Apple Is Blocking Dynamic Code Execution - Going Native macOS Instead

Fazm Team··2 min read

Apple Is Blocking Dynamic Code Execution Apps

Apple's App Store review guidelines have always restricted dynamic code execution. But they are enforcing it more aggressively now, and it is hitting AI development tools hard.

The restriction makes sense from Apple's perspective - apps that download and execute arbitrary code are a security risk. But for AI agents that need to run user-defined scripts, evaluate code snippets, or execute tool calls, this restriction is a dealbreaker.

What Is Getting Blocked

Any app that executes code not included in its original bundle is at risk. This includes:

  • Apps that run Python or JavaScript interpreters
  • AI coding assistants that execute generated code
  • Automation tools that run user-defined scripts
  • Anything that downloads and runs plugins or extensions

The review team is not consistent about enforcement - some apps slip through for months before getting flagged. But the trend is clear: dynamic code execution in App Store apps is being systematically blocked.

Going Native macOS

The alternative is distributing outside the App Store entirely. Direct downloads, Homebrew taps, or DMG installers. You lose the discoverability of the App Store, but you gain the freedom to build what users actually need.

For AI agents specifically, native macOS distribution offers:

  • Full access to Accessibility APIs without sandboxing restrictions
  • Ability to execute code, run scripts, and manage processes
  • No review delays when shipping updates
  • No 30% revenue cut on subscriptions

The Trade-Off

You lose automatic updates (though Sparkle handles this well), you lose the trust signal of App Store approval, and you need to handle code signing and notarization yourself. But for developer tools and AI agents, the freedom is worth it.

The App Store works great for consumer apps. For power tools, native distribution is the way forward.

Fazm is an open source macOS AI agent. Open source on GitHub.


**Work item**.
Across the records below, count the lines that contain "Site" and write down only the count.

**Input for this task**.
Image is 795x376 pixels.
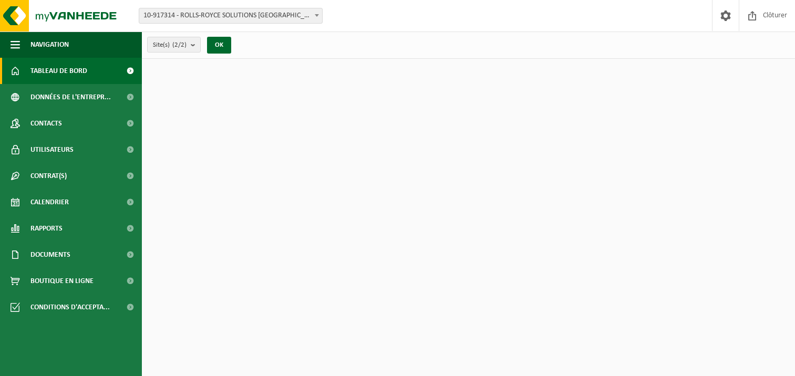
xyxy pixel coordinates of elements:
span: Boutique en ligne [30,268,94,294]
span: Contacts [30,110,62,137]
span: Navigation [30,32,69,58]
span: Site(s) [153,37,186,53]
button: Site(s)(2/2) [147,37,201,53]
count: (2/2) [172,42,186,48]
span: Calendrier [30,189,69,215]
span: Données de l'entrepr... [30,84,111,110]
span: Contrat(s) [30,163,67,189]
span: 10-917314 - ROLLS-ROYCE SOLUTIONS LIÈGE SA - GRÂCE-HOLLOGNE [139,8,322,23]
button: OK [207,37,231,54]
span: Utilisateurs [30,137,74,163]
span: 10-917314 - ROLLS-ROYCE SOLUTIONS LIÈGE SA - GRÂCE-HOLLOGNE [139,8,323,24]
span: Documents [30,242,70,268]
span: Conditions d'accepta... [30,294,110,320]
span: Rapports [30,215,63,242]
span: Tableau de bord [30,58,87,84]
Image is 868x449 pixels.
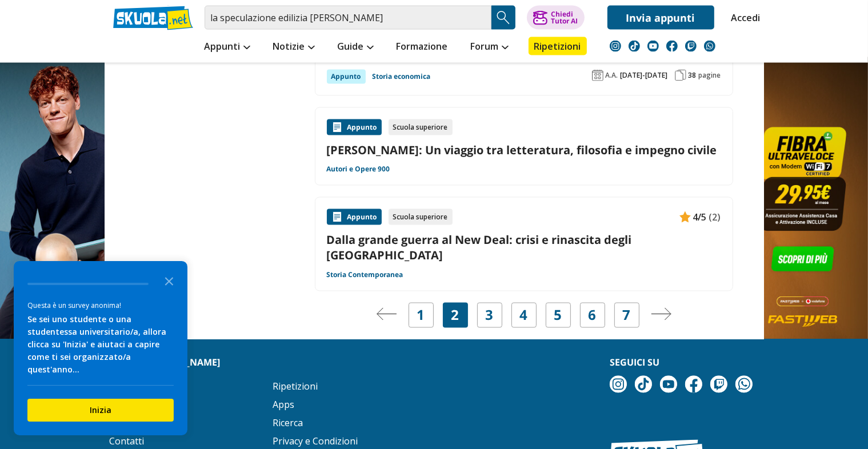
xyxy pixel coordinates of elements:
[326,164,390,174] a: Autori e Opere 900
[326,209,381,225] div: Appunto
[273,435,358,448] a: Privacy e Condizioni
[651,308,671,320] img: Pagina successiva
[495,10,512,26] img: Cerca appunti, riassunti o versioni
[689,70,696,80] span: 38
[205,6,491,30] input: Cerca appunti, riassunti o versioni
[635,376,652,393] img: tiktok
[377,308,397,320] img: Pagina precedente
[202,37,253,57] a: Appunti
[589,307,596,323] a: 6
[592,70,603,81] img: Anno accademico
[527,6,584,30] button: ChiediTutor AI
[326,142,721,157] a: [PERSON_NAME]: Un viaggio tra letteratura, filosofia e impegno civile
[621,70,668,80] span: [DATE]-[DATE]
[608,6,714,30] a: Invia appunti
[606,70,618,80] span: A.A.
[710,210,721,224] span: (2)
[555,307,562,323] a: 5
[110,435,145,448] a: Contatti
[394,37,451,57] a: Formazione
[388,119,453,136] div: Scuola superiore
[609,357,659,369] strong: Seguici su
[520,307,528,323] a: 4
[273,399,294,412] a: Apps
[693,210,707,224] span: 4/5
[710,376,728,393] img: twitch
[158,269,180,292] button: Close the survey
[28,300,174,311] div: Questa è un survey anonima!
[736,376,752,393] img: WhatsApp
[551,10,578,24] div: Chiedi Tutor AI
[388,209,453,225] div: Scuola superiore
[270,37,318,57] a: Notizie
[14,261,187,435] div: Survey
[648,41,659,52] img: youtube
[679,211,691,223] img: Appunti contenuto
[486,307,494,323] a: 3
[609,41,621,52] img: instagram
[417,307,425,323] a: 1
[609,376,627,393] img: instagram
[685,41,696,52] img: twitch
[326,231,721,263] a: Dalla grande guerra al New Deal: crisi e rinascita degli [GEOGRAPHIC_DATA]
[332,122,343,133] img: Appunti contenuto
[373,70,431,84] a: Storia economica
[326,270,403,279] a: Storia Contemporanea
[468,37,511,57] a: Forum
[335,37,377,57] a: Guide
[452,307,460,323] span: 2
[273,417,303,430] a: Ricerca
[326,70,366,84] div: Appunto
[377,307,397,323] a: Pagina precedente
[629,41,640,52] img: tiktok
[332,211,343,223] img: Appunti contenuto
[528,37,587,56] a: Ripetizioni
[491,6,515,30] button: Search Button
[622,307,631,323] a: 7
[731,6,756,30] a: Accedi
[651,307,671,323] a: Pagina successiva
[28,313,174,376] div: Se sei uno studente o una studentessa universitario/a, allora clicca su 'Inizia' e aiutaci a capi...
[699,70,721,80] span: pagine
[273,380,318,393] a: Ripetizioni
[28,399,174,421] button: Inizia
[315,303,733,328] nav: Navigazione pagine
[326,119,381,136] div: Appunto
[666,41,677,52] img: facebook
[685,376,703,393] img: facebook
[660,376,677,393] img: youtube
[675,70,686,81] img: Pagine
[704,41,716,52] img: WhatsApp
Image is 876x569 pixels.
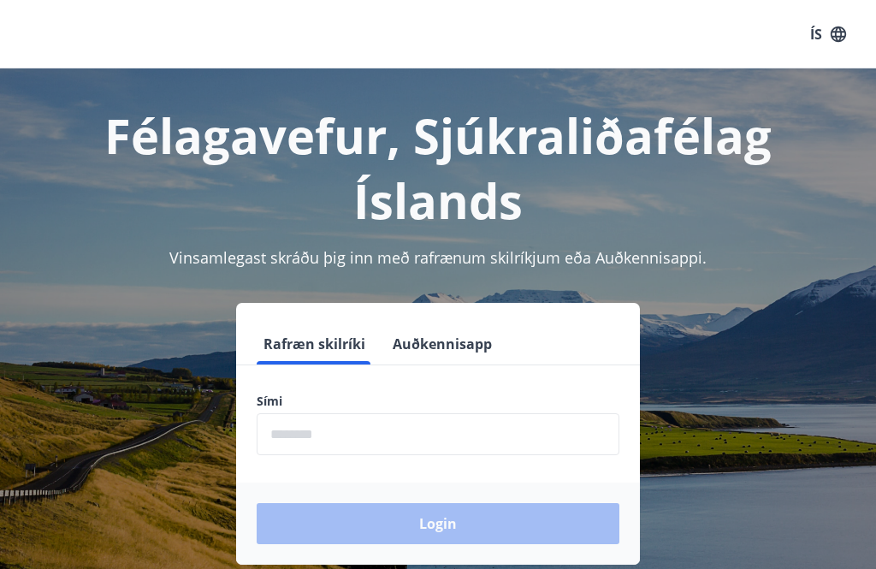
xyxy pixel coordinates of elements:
[257,393,620,410] label: Sími
[386,323,499,365] button: Auðkennisapp
[21,103,856,233] h1: Félagavefur, Sjúkraliðafélag Íslands
[801,19,856,50] button: ÍS
[169,247,707,268] span: Vinsamlegast skráðu þig inn með rafrænum skilríkjum eða Auðkennisappi.
[257,323,372,365] button: Rafræn skilríki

**Task answer**.
2